Our year of educational waiting
For those concerned about the future of education in New Zealand, this has often been a strange year of waiting for the outcomes of multiple reviews.
Rediscovering our world class learning and teaching
For those concerned about the future of education in New Zealand, this has often been a strange year of waiting for the outcomes of multiple reviews.
Schools are finding new ways to integrate arts and science into the curricula, like this Kawerau school and its student-led photography project.
Across the country, teachers report that there are more children with high learning needs and the resources and funding to help these children are over-stretched. Education professionals talk here about how they deliver the curriculum to children with learning needs.
Janice Jones, deputy principal at Karori West Normal School, says the most important thing about being a truly inclusive school, in which every child thrives, is that the whole school is in the waka together.
Developing Mathematical Inquiry Communities (DMIC) aims to build a sense of safety in both cultural identity and group problem solving. It is showing extraordinary progress in students.
We focus on the curricula in this first issue of our new professional journal.
Schools are finding new ways to integrate arts and science into the curricula, like this Kawerau school and its student-led photography project.
A long-forgotten and disused gully behind a high school in Hamilton has turned into a science project for schools in the area.
One of the most significant casualties of nine years of focusing on literacy and numeracy at the expense of everything else schools do, has been the arts.
Before the changeover to Tomorrow’s Schools, the Department of Education had a curriculum development unit (CDU) that represented all areas of the curriculum.

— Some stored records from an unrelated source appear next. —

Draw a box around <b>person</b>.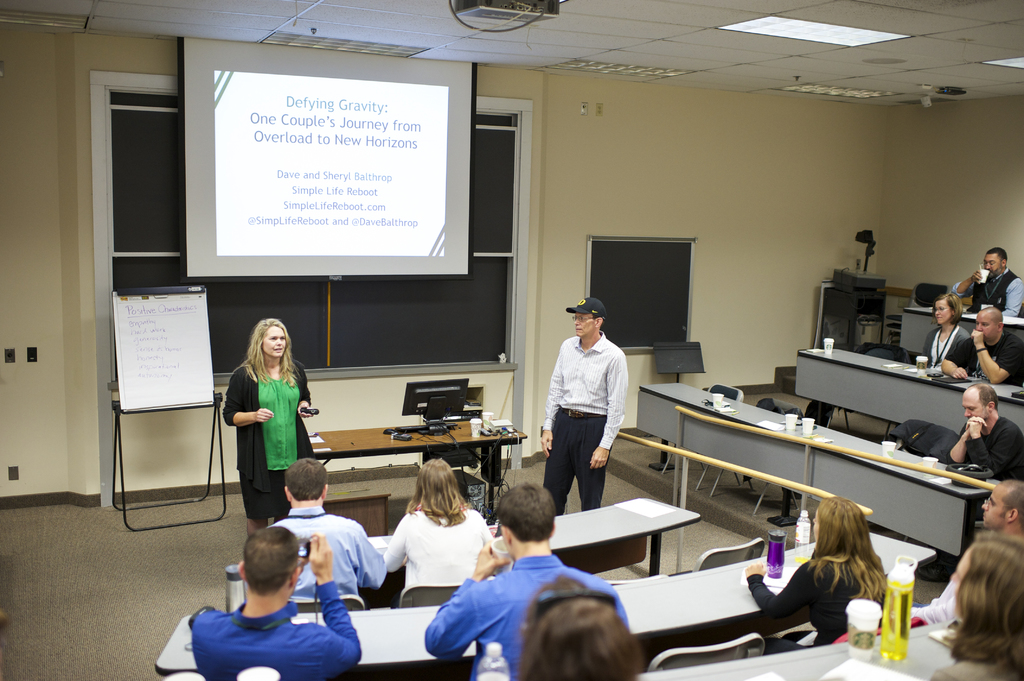
x1=383, y1=454, x2=490, y2=600.
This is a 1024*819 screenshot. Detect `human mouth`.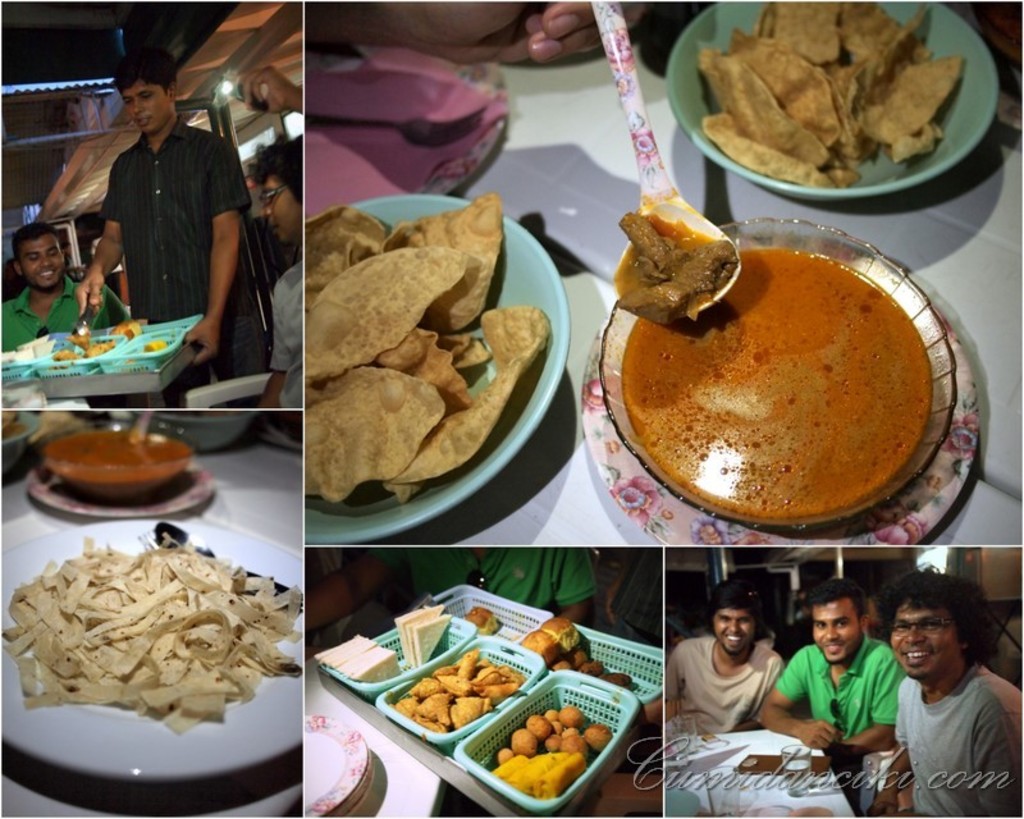
left=904, top=649, right=929, bottom=663.
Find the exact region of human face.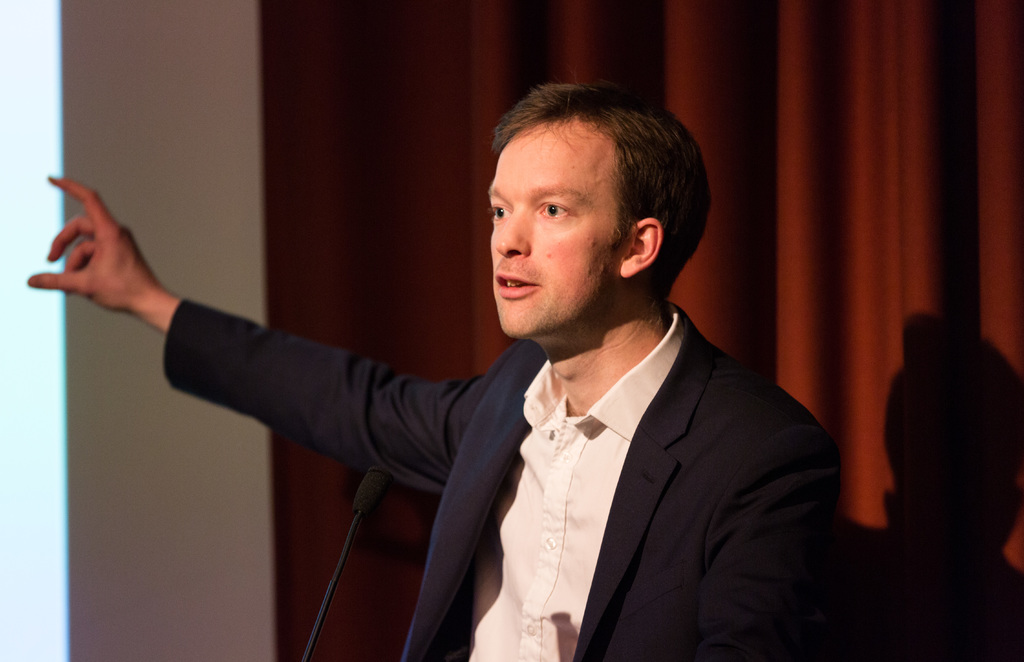
Exact region: 489:129:629:336.
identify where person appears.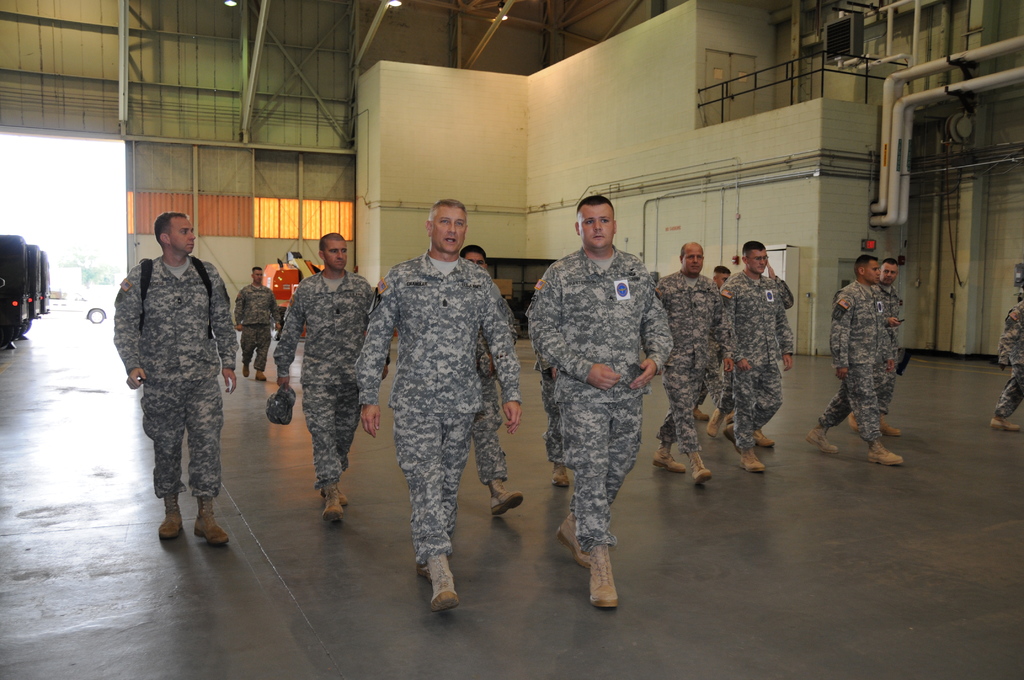
Appears at [x1=718, y1=241, x2=793, y2=474].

We live in exciting times. This adage is often used when nobody really seems to know what is going to happen next.
A review of Running the Country: A Look Inside New Zealand’s Government by Maria Gill.
A review of Recipes for Messy Play, from New Shoots Publishing.
Reviews of Te Whare and Ko Kiwi Mā, two books by Ngaere Roberts and Christine Dale.
Te Whāriki is being used more in the first years of school with positive results and schools forming networks to implement ideas. Some early childhood teachers are moving to primary to take advantage of the change.
With just 18 months until schools need to implement the new Digital Technologies and Hangarau Matihiko curricula, how do educators make that transition?
Collins is a teacher at Corinna School in Porirua. She is passionate about inclusive teaching and learning practices., and is a practitioner of the Developing Mathematical Inquiry Communities (DMIC) pedagogy.
Hita Foster shares her kaupapa of Te Marautanga o Aotearoa, inspiring educators and schools to draw ideas from Te Marautanga o Aotearoa when designing their own curriculum in their areas.
Dr. Alex Gunn thinks curiously about the place and possibility of critically oriented curriculum from early childhood education me ngā Kōhanga Reo into kura and school.
The Fairfield Project, administered by the Kukutāruhe Education Trust, is a restoration project with a difference – its vision is to develop, in the Fairfield Community (in Hamilton), an Ecological and Education Centre with a focus on all facets of environmental education and practice aimed at a sustainable future.